- Commercial Farming - the growing of crops / rearing of animals to make a profit
- Subsistence Farming - where there is just sufficient food produced to provide for the farmer's own family
- Arable Farming - involves growing of crops
- Pastoral Farming - involves rearing of animals
- Intensive Farming - where the farm size is small in comparison with the large amount of labour, and inputs of capital, fertilizers etc. which are required.
- Extensive Farming - where the size of a farm is very large in comparison to the inputs of money, labour etc. needed
- Although no two farms are exactly alike, it is obvious to anyone who has traveled in the countryside anywhere in the world that most farms in a particular area usually have many common features. Depending on the environment in that area, most of them grow the same crops, keep the same animals, and go about their farming in roughly similar ways. Therefore, they can be said to practice similar farming systems.

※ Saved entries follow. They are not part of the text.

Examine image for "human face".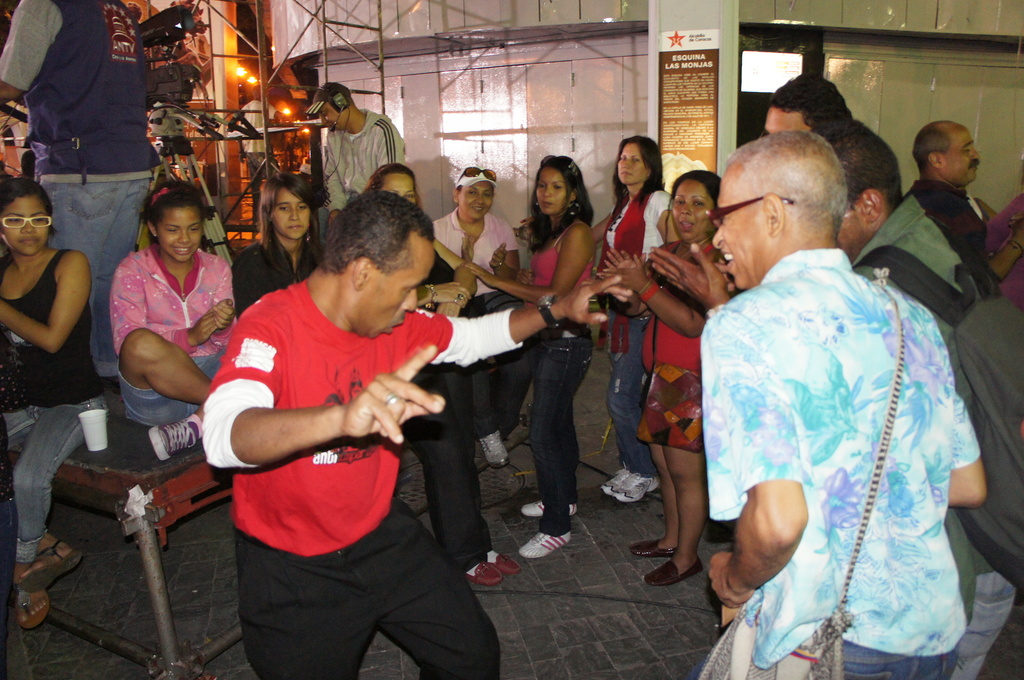
Examination result: Rect(940, 124, 980, 190).
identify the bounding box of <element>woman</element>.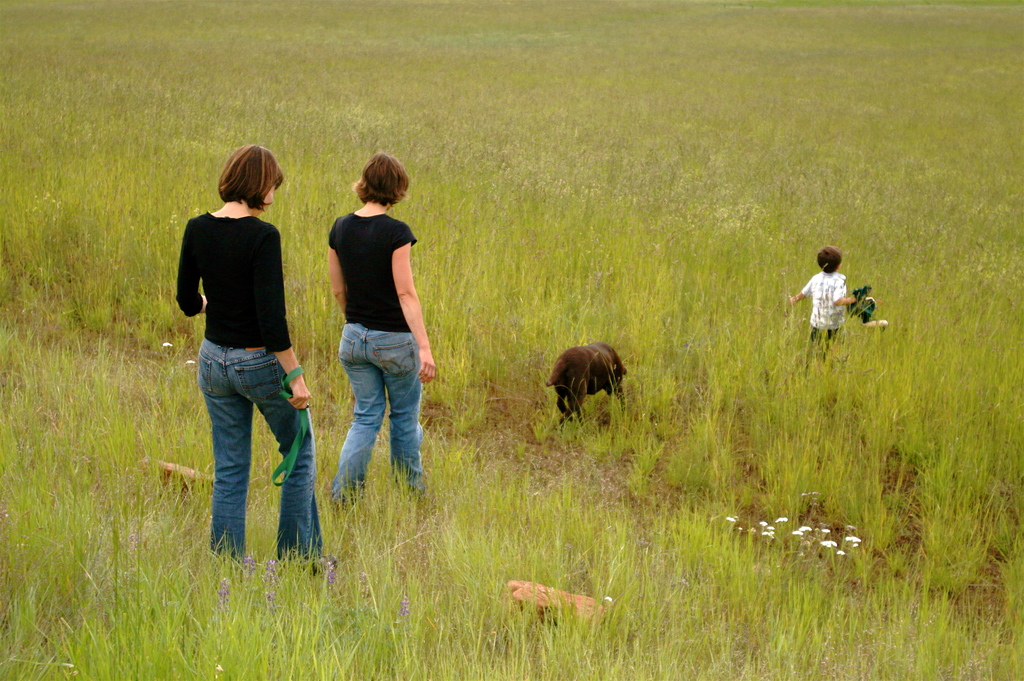
box(177, 146, 332, 569).
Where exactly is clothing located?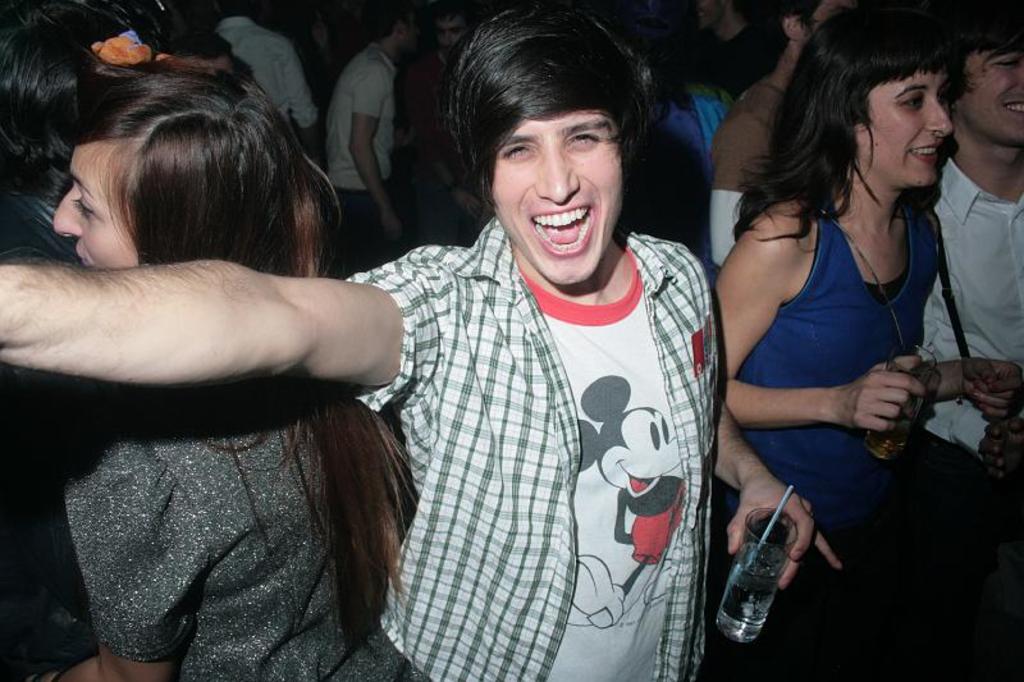
Its bounding box is l=232, t=15, r=332, b=163.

- Farmers have to adapt their farming to their natural environment — to succeed; they must work with nature and not against it. They must also adapt their systems to infrastructural factors, such as land-tenure arrangements, and the availability of inputs such as water, power, fertilizers, pesticides, labour, advice, and information. External economic factors such as location, availability of roads, communications, markets for selling produce, prices, credit, produce subsidies, and other features affect the attractiveness and profitability of different farming systems. Internal factors such as farm size, the available labour force, resources that can be invested and fixed improvements are other obvious determinants. Finally, personal choice and preferences may influence the system
- Farming system approach envisages the integration of agroforestry, horticulture, dairy, sheep and goat rearing, fishery, poultry, pigeon, biogas, mushroom, sericulture and by-product utilization of crops with the main goal of increasing the income and standard of living of small and marginal farmers. The challenge is to upgrade the technological and social disciplines on a continuous basis and integrate these disciplines to suit the region and the farm families in a manner that may ensure increased production with stability, ecological sustainability and equitability.